Crime Blotter

| 17 Feb 2015 | 02:06

    Maniac Cops Taking a cue from William Lustig's splendid 1988 film Maniac Cop, several New Yorkers in recent weeks have been pretending to be police officers for all the wrong reasons.

    On Jan. 16, a (real) NYPD officer in Brooklyn was ticketing a double-parked Mercedes SUV when the owner showed up, claiming to be a cop himself. But when the actual cop asked to see the pretend cop's badge, he hemmed and hawed, then got in his SUV and tried to speed away.

    The female officer grabbed his arm through the window, but that didn't stop him. After being dragged a ways, she let go, suffering a twisted knee.

    Police haven't caught the fake cop yet, but they have identified him, which is something. He's 29-year-old Lorance Williams, who has a rap sheet stretching back into his teens.

    That same day at JFK, an asshole real estate developer named Eddie Sitt was busted after he tried to pull the "I'm a cop" routine to prevent his Porsche from being towed.

    The car, according to the Post, had a sign in the window reading "Federal Law Enforcement Group," together with a cop-specific EZ-Pass sticker. And when Sitt tried to stop the PA officers from towing the car, he flashed a badge and told them he was a federal agent. Then he tried to make all buddy-buddy.

    The real cops, recognizing the badge as something that might've come in a cereal box, arrested Sitt. The jackass now faces up to seven years on criminal forgery and impersonation charges.

    At around 6 p.m. on Jan. 17, a woman riding the Staten Island Ferry popped into the bathroom to freshen up. While she was there, a 16-year-old named Andrea Sanders snatched the woman's purse off a countertop and fled. Without even looking in the purse (which contained a radio, but little else of value), the teen ran to the side of the boat and chucked it overboard, the Post reported.

    Nobody knows what the hell that was all about, but she was arrested on Jan. 18, charged with petit larceny and being a big jerk.

    Finally, though this took place in Jersey, we think it deserves special notice. When New Yorkers go the public suicide route, they mostly use tall buildings or subway tracks. Not Union Beach resident Wolfgang Persieck, who died last weekend-and how!

    Police were at first baffled after finding a head outside a movie theater, and a headless body inside a car some distance away, according to the Daily News. The car's front seat was littered with suicide notes. So how the hell'd that happen?

    Simple and clever enough, it turns out.

    Mr. Persieck, whose notes cited personal and financial troubles, tied a length of rope around a lamppost. Then he tied the other end around his neck. Then he got in his car, hit the gas, and did Isadora Duncan one better. Instead of strangling him, yanking him out of the car or just breaking his neck, the noose popped Persieck's head clean off his shoulders like a champagne cork.

    No word yet as to what was playing at the theater.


Before answering, work out how many lines below contain the string "both"; the reply is that number alone.

[DATA TO EXAMINE]

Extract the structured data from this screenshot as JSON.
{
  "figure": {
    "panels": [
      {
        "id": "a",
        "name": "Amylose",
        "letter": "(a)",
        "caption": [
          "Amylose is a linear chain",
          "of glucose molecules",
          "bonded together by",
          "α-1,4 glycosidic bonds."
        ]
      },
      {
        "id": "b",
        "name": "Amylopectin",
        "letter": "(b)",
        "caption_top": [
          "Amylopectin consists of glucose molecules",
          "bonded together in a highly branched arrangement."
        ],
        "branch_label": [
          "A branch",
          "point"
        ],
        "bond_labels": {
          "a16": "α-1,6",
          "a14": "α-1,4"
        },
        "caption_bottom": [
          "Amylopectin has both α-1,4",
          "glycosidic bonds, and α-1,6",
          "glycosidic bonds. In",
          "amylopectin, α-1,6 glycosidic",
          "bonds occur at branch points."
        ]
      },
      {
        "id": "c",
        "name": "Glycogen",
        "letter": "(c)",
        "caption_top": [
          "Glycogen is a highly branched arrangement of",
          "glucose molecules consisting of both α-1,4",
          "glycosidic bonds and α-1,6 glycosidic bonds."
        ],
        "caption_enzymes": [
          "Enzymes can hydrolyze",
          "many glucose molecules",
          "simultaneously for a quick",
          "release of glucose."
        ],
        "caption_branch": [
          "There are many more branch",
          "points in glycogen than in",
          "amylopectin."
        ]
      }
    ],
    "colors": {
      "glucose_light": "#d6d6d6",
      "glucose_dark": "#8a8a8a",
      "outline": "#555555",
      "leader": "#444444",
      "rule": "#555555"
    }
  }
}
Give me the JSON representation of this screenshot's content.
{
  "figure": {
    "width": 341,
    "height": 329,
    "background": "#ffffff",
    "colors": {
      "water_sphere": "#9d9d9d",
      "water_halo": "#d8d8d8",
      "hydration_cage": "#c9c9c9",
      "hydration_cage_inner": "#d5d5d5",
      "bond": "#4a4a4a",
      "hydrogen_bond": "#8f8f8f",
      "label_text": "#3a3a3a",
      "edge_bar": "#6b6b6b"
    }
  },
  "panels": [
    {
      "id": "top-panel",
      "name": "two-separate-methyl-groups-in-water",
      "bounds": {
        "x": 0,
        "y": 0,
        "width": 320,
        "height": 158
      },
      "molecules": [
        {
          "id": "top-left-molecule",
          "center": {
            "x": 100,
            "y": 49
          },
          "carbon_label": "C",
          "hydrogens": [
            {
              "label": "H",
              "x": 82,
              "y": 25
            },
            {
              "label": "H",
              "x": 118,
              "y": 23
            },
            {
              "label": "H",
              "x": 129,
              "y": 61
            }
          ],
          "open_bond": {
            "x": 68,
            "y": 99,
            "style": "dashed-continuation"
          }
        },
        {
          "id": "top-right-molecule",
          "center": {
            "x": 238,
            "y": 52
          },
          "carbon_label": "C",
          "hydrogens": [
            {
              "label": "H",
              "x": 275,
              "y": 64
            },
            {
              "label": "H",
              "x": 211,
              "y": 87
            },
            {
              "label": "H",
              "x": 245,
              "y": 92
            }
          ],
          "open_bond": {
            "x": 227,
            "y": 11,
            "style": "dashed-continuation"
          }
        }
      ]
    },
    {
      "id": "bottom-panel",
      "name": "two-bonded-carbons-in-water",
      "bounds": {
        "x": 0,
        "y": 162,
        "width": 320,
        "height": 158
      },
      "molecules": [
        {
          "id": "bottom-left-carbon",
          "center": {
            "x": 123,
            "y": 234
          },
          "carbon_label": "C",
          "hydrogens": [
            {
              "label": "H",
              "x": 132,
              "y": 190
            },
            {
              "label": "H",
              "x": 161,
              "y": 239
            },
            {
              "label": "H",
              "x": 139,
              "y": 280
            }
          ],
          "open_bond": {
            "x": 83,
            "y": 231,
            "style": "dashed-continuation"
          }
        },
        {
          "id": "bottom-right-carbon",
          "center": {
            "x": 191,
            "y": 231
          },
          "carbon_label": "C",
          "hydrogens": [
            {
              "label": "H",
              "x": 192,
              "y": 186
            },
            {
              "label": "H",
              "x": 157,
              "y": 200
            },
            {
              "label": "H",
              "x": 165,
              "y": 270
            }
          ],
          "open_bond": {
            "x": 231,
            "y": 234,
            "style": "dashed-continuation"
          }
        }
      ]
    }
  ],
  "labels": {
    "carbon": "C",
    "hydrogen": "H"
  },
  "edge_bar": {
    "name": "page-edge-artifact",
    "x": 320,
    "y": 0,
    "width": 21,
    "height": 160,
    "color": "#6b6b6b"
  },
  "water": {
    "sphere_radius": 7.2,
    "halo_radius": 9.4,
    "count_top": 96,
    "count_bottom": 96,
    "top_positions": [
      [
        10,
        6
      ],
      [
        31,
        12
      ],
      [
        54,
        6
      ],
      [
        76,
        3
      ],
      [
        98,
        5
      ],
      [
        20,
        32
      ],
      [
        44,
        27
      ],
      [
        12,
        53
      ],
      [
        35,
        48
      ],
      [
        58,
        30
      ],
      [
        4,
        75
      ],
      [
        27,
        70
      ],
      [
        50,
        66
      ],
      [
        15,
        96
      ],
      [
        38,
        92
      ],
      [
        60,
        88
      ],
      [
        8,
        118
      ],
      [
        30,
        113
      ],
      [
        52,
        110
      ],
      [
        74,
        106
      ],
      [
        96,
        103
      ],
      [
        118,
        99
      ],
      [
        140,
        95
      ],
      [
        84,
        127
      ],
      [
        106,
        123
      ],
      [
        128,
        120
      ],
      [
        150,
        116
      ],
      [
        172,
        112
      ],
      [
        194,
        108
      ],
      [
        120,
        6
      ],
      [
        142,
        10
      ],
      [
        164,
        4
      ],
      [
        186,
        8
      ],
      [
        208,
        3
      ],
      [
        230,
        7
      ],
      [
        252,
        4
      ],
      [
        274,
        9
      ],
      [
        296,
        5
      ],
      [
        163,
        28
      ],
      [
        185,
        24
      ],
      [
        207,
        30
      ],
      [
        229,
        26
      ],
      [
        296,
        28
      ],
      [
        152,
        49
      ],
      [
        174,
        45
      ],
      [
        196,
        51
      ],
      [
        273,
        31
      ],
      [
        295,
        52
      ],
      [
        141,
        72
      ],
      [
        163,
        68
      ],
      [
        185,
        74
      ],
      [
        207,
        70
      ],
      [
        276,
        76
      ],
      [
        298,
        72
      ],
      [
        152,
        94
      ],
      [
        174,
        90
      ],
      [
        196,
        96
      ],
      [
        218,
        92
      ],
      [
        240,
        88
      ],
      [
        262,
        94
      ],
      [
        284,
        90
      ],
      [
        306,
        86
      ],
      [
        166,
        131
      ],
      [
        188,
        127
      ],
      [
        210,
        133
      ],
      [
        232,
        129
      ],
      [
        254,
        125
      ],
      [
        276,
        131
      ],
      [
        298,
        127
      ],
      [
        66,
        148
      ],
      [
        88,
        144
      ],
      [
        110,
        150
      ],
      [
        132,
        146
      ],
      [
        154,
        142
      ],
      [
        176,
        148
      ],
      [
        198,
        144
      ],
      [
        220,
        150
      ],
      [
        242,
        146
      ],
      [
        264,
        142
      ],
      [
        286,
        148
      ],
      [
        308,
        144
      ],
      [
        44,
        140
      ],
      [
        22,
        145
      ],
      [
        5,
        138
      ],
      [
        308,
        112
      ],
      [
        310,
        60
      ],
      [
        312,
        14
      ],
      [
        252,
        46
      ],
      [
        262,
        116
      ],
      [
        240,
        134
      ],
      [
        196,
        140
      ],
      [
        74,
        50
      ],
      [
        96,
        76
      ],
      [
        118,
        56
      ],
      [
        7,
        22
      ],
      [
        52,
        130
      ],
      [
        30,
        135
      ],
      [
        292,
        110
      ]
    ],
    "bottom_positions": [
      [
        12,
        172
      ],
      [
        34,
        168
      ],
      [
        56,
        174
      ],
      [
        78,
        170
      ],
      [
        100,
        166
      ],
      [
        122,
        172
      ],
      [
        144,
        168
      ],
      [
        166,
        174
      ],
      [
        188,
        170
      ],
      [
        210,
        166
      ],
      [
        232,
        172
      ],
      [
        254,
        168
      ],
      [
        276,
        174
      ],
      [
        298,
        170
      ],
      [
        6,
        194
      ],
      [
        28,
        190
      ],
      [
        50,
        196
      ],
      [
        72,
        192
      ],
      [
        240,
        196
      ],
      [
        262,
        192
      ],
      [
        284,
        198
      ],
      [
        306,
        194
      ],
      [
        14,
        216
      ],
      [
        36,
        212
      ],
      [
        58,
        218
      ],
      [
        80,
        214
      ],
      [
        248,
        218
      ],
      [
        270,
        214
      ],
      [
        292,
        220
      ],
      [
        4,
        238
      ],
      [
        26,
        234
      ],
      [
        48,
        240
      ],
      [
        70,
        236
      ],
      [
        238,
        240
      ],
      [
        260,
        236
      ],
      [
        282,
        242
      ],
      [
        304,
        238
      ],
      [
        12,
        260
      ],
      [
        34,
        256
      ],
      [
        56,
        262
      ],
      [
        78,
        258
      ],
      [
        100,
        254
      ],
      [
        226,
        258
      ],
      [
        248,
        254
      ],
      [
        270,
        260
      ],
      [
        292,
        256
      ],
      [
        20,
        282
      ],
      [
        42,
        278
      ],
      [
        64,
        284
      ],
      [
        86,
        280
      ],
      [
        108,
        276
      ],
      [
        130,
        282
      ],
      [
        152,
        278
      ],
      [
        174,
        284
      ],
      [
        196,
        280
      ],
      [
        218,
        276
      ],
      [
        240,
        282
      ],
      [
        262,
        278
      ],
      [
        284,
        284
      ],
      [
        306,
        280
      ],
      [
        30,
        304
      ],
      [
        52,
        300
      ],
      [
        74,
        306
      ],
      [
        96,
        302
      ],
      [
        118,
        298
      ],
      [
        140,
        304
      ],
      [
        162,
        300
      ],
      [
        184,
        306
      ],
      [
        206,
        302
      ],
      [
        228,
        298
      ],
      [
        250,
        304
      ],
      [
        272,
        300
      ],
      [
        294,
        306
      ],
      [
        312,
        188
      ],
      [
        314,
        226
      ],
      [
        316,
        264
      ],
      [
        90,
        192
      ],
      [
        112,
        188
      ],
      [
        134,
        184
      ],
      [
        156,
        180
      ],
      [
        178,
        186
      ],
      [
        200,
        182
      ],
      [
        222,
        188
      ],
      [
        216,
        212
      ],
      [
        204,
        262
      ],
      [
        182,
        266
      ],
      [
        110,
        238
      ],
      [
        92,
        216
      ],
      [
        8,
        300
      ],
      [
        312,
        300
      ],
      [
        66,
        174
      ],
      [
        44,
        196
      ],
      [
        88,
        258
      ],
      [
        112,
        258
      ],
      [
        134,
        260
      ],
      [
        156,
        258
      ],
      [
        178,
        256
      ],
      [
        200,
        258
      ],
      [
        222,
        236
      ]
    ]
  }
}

[/DATA TO EXAMINE]
[DATA TO EXAMINE]

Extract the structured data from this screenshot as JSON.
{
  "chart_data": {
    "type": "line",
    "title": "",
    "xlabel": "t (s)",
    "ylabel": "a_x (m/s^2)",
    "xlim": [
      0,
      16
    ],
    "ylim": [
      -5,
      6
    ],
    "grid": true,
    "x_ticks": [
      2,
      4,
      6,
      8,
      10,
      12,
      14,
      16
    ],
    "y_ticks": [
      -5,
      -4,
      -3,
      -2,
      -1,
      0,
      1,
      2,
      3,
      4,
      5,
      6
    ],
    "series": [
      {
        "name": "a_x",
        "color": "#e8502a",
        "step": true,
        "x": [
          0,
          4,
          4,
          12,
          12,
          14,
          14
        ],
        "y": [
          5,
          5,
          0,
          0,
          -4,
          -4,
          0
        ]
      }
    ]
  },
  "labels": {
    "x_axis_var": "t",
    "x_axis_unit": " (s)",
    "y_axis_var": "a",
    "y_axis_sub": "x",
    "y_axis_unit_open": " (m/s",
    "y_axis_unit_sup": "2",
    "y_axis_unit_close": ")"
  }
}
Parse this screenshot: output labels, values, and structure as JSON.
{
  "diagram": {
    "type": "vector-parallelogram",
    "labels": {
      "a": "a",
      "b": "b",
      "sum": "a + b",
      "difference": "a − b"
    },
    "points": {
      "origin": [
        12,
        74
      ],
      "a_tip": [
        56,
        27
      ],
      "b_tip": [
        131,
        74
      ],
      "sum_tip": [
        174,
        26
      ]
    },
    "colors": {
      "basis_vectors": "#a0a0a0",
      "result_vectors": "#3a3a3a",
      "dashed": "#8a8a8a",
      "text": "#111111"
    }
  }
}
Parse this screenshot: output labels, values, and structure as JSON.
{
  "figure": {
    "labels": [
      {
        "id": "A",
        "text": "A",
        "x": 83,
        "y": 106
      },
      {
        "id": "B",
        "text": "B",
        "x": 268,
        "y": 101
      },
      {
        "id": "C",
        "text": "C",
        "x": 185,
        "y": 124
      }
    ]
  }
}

[/DATA TO EXAMINE]

▸ **EXERCISE OUTPUT**
2